The essay on History was a protest against the scientific view of history which attempts to explain away and account for the wonderful. “Wonder,” he wrote in Sartor Resartus, “is the basis of all worship.” He defined history as “the essence of innumerable biographies.” “Mr. Carlyle,” said the Italian patriot, Mazzini, “comprehends only the individual. The nationality of Italy is, in his eyes, the glory of having produced Dante and Christopher Columbus.” This trait comes out in his greatest book, The French Revolution, 1837, which is a mighty tragedy enacted by a few leading characters—Mirabeau, Danton, Napoleon. He loved to emphasize the superiority of history over fiction as dramatic material. The third of the three essays mentioned was a Jeremiad on the morbid self-consciousness of the age, which shows itself, in religion and philosophy, as skepticism and introspective metaphysics; and in literature, as sentimentalism, and “view-hunting.”
But Carlyle’s epoch-making book was Sartor Resartus (The Tailor Retailored), published in Fraser’s Magazine for 1833-1834, and first reprinted in book form in America. This was a satire upon shams, conventions, the disguises which overlie the most spiritual realities of the soul. It purported to be the life and “clothes-philosophy” of a certain Diogenes Teufelsdroeckh, Professor der Allerlei Wissenschaft—of things in general—in the University of Weissnichtwo. “Society,” said Carlyle, “is founded upon cloth,” following the suggestions of Lear’s speech to the naked bedlam beggar: “Thou art the thing itself: unaccommodated man is no more but such a poor, bare, forked animal as thou art;” and borrowing also, perhaps, an ironical hint from a paragraph in Swift’s Tale of a Tub: “A sect was established who held the universe to be a large suit of clothes....If certain ermines or furs be placed in a certain position, we style them a judge; and so an apt conjunction of lawn and black satin we entitle a bishop.” In Sartor Resartus Carlyle let himself go. It was willful, uncouth, amorphous, titanic. There was something monstrous in the combination—the hot heart of the Scot married to the transcendental dream of Germany. It was not English, said the reviewers; it was not sense; it was disfigured by obscurity and “mysticism.” Nevertheless even the thin-witted and the dry-witted had to acknowledge the powerful beauty of many chapters and passages, rich with humor, eloquence, poetry, deep-hearted tenderness, or passionate scorn.
[Illustration: Geo. Eliot, Froude, Browning, Tennyson.]
Carlyle was a voracious reader, and the plunder of whole literatures is strewn over his pages. He flung about the resources of the language with a giant’s strength, and made new words at every turn. The concreteness and the swarming fertility of his mind are evidenced by his enormous vocabulary, computed greatly to exceed Shakspere’s, or any other single writer’s in the English tongue. His style lacks the crowning grace of simplicity and repose. It astonishes, but it also fatigues.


▶ _Exercise description_
Look at each line of the listing. Copy those that hold the string "artifact".

▶ _Dataset extract_
^^^^^^^^

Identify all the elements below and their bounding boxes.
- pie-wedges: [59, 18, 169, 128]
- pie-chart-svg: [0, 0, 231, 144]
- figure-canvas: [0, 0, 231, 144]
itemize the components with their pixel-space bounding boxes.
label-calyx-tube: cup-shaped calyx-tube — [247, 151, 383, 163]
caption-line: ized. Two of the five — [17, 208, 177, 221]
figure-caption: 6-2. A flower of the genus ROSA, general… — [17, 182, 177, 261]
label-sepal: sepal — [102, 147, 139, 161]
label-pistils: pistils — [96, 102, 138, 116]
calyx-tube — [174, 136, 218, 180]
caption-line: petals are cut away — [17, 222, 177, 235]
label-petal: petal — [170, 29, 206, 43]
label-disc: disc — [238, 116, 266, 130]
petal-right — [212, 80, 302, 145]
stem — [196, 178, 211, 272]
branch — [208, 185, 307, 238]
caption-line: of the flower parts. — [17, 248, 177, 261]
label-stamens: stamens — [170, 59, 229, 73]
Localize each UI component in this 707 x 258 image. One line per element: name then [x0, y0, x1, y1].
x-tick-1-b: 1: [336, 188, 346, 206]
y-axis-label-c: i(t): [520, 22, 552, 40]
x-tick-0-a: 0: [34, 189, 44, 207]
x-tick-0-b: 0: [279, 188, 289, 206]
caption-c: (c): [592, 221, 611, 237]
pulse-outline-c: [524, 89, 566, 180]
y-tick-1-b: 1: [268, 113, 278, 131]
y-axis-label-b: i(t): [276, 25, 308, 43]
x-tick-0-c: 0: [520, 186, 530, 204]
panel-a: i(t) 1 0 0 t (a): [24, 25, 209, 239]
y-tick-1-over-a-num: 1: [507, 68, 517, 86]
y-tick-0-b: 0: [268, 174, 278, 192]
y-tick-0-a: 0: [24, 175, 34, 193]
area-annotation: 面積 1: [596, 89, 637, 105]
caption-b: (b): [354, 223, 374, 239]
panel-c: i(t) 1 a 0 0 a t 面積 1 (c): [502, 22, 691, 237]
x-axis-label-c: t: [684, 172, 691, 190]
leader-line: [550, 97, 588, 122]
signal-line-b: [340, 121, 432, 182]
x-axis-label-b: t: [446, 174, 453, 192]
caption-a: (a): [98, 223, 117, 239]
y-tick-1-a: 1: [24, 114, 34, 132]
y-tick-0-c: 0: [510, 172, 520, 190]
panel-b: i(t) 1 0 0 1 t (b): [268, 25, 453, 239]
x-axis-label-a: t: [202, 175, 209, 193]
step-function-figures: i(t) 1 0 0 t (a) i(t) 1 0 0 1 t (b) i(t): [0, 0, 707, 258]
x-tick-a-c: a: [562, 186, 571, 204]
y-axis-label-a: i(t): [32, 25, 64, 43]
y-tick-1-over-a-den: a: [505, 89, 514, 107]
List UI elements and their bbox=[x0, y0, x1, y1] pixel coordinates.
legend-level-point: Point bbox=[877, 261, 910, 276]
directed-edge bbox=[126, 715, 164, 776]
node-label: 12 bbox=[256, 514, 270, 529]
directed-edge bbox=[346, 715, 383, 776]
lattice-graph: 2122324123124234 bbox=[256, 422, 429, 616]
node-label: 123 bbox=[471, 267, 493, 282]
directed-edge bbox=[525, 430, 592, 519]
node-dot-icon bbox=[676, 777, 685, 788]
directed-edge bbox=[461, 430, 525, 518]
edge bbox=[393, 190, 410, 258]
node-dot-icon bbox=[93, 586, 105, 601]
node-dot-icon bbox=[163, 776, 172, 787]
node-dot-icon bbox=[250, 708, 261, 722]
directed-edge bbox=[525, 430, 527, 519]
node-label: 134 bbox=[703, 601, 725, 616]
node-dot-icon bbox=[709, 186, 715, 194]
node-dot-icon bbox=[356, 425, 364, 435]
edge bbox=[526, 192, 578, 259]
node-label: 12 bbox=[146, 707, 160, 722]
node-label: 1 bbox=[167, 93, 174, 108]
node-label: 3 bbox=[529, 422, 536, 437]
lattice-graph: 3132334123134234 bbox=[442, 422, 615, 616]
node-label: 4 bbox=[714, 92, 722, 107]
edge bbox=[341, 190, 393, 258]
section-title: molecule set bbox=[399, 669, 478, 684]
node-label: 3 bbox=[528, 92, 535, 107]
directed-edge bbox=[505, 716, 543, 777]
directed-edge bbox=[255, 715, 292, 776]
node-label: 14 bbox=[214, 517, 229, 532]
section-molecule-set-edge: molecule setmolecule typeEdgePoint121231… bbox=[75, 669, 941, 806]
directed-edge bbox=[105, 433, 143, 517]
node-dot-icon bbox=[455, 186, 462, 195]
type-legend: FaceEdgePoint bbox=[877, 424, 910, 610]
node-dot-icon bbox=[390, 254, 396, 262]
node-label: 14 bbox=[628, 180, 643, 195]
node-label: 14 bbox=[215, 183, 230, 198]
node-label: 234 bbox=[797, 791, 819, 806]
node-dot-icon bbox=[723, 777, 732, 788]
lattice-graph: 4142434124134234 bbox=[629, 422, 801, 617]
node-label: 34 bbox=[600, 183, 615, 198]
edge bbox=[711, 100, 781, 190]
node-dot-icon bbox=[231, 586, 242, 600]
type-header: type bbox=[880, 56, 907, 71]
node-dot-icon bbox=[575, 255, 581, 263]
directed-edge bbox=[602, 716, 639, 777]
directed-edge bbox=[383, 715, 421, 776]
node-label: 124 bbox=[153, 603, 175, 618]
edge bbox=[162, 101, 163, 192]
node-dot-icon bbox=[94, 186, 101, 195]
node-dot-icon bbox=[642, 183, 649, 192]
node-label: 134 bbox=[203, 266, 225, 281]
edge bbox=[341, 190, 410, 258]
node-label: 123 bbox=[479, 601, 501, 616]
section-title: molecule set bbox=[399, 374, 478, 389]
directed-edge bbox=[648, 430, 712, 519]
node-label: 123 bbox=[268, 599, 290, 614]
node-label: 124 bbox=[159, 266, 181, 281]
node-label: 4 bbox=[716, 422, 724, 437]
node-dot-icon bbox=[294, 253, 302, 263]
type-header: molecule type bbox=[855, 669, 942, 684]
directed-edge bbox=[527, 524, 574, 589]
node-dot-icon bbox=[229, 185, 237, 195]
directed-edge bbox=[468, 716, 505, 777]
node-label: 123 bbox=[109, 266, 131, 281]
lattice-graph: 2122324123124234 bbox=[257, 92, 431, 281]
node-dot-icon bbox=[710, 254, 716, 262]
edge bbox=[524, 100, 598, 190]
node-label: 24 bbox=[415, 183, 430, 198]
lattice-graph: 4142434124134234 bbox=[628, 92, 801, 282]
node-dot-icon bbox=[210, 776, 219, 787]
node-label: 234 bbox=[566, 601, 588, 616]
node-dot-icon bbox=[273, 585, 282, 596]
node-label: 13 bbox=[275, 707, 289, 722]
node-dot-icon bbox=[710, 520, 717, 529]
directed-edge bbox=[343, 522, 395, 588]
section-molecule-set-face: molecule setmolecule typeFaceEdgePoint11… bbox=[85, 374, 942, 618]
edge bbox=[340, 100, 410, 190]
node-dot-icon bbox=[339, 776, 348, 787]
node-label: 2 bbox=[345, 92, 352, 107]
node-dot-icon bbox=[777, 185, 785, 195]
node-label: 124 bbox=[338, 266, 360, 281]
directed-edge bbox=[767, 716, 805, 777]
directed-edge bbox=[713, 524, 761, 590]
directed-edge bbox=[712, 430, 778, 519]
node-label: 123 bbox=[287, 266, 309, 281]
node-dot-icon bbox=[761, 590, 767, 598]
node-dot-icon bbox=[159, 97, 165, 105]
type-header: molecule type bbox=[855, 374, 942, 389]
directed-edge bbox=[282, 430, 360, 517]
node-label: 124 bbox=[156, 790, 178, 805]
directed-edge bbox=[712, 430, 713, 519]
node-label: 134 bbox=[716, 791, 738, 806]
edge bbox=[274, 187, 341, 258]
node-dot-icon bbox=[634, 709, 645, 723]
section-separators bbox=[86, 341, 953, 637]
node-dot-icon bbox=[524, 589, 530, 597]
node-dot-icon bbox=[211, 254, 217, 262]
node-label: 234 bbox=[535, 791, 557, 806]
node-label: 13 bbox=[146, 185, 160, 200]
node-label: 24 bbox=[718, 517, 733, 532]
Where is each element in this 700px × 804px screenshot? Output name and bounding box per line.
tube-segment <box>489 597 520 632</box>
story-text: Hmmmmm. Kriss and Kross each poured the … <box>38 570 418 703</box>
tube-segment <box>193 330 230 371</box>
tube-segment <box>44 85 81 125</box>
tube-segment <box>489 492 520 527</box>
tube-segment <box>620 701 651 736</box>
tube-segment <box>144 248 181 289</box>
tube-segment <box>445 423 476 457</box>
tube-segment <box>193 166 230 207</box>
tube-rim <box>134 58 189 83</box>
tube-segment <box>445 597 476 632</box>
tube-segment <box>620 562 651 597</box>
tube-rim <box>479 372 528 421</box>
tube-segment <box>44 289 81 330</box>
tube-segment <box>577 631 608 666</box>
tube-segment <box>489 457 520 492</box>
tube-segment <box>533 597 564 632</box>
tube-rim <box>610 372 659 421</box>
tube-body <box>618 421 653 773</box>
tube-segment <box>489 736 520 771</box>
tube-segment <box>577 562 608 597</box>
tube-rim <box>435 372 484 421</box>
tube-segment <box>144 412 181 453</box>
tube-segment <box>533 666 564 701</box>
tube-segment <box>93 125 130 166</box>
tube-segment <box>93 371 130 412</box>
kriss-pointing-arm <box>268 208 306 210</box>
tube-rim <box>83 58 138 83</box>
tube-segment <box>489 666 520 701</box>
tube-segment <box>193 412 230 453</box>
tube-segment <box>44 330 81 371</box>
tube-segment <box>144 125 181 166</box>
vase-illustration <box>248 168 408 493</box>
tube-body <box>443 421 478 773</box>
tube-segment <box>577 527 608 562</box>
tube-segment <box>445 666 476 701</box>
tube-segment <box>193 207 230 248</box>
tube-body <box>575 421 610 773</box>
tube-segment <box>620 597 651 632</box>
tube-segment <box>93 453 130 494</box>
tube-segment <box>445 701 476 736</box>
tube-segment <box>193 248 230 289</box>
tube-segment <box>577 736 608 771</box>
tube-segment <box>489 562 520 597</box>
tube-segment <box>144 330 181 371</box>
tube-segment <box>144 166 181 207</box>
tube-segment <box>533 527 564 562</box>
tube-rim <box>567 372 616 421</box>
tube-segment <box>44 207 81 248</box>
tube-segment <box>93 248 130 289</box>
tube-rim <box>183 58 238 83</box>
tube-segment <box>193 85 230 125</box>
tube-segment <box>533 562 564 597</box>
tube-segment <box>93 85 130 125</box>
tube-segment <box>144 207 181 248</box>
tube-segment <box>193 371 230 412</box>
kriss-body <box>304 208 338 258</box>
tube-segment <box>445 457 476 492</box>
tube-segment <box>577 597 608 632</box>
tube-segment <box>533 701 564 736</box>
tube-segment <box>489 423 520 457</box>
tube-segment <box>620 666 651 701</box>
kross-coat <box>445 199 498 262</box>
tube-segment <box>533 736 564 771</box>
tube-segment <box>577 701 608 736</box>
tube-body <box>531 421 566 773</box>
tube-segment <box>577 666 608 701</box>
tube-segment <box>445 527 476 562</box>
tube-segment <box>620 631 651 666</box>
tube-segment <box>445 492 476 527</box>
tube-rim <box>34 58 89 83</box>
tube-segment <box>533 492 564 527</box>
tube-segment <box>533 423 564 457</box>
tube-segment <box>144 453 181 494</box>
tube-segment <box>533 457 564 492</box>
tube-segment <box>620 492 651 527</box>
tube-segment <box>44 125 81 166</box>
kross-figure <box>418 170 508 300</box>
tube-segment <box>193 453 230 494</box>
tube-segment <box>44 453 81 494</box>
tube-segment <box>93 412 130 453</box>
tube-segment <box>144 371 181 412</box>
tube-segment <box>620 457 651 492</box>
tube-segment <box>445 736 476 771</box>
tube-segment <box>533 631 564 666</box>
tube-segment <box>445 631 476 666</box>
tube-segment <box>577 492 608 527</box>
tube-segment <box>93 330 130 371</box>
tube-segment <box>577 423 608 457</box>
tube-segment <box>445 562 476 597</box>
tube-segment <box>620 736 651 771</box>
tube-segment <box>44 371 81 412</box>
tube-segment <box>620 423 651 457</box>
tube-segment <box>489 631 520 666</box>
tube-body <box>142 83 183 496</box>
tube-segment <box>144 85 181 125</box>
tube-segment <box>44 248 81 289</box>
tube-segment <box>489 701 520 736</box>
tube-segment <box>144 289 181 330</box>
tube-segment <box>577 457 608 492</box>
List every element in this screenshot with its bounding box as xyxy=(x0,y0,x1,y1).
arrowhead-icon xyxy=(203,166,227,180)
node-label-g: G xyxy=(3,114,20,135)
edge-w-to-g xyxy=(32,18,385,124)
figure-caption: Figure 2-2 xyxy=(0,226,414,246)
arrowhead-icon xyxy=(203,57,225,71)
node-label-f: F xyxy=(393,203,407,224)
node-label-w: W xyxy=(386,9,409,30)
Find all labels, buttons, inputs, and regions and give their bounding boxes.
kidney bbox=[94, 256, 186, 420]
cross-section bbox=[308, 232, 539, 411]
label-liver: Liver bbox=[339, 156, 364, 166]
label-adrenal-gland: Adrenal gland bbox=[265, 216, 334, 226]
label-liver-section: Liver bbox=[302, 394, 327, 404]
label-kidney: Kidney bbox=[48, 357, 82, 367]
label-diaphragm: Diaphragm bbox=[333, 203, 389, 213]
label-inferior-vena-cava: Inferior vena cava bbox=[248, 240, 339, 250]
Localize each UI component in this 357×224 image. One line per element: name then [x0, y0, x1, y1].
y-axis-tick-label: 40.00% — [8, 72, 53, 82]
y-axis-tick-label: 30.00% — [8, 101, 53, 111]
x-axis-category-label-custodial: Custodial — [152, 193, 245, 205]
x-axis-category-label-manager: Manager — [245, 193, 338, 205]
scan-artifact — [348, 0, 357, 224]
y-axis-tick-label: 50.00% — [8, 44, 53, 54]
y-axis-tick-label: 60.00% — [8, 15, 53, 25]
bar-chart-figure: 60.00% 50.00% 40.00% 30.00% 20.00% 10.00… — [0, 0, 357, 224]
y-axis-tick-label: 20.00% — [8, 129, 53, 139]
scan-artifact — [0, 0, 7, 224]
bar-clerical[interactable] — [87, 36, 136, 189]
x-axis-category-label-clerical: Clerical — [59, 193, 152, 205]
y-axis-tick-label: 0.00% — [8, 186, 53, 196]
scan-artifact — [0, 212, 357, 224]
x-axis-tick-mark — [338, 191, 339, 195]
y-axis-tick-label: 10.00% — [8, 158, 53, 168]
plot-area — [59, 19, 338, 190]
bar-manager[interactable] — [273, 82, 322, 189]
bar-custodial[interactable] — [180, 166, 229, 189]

^^^^^^^^

▶ _Answer section_
scan-artifact — [348, 0, 357, 224]
scan-artifact — [0, 0, 7, 224]
scan-artifact — [0, 212, 357, 224]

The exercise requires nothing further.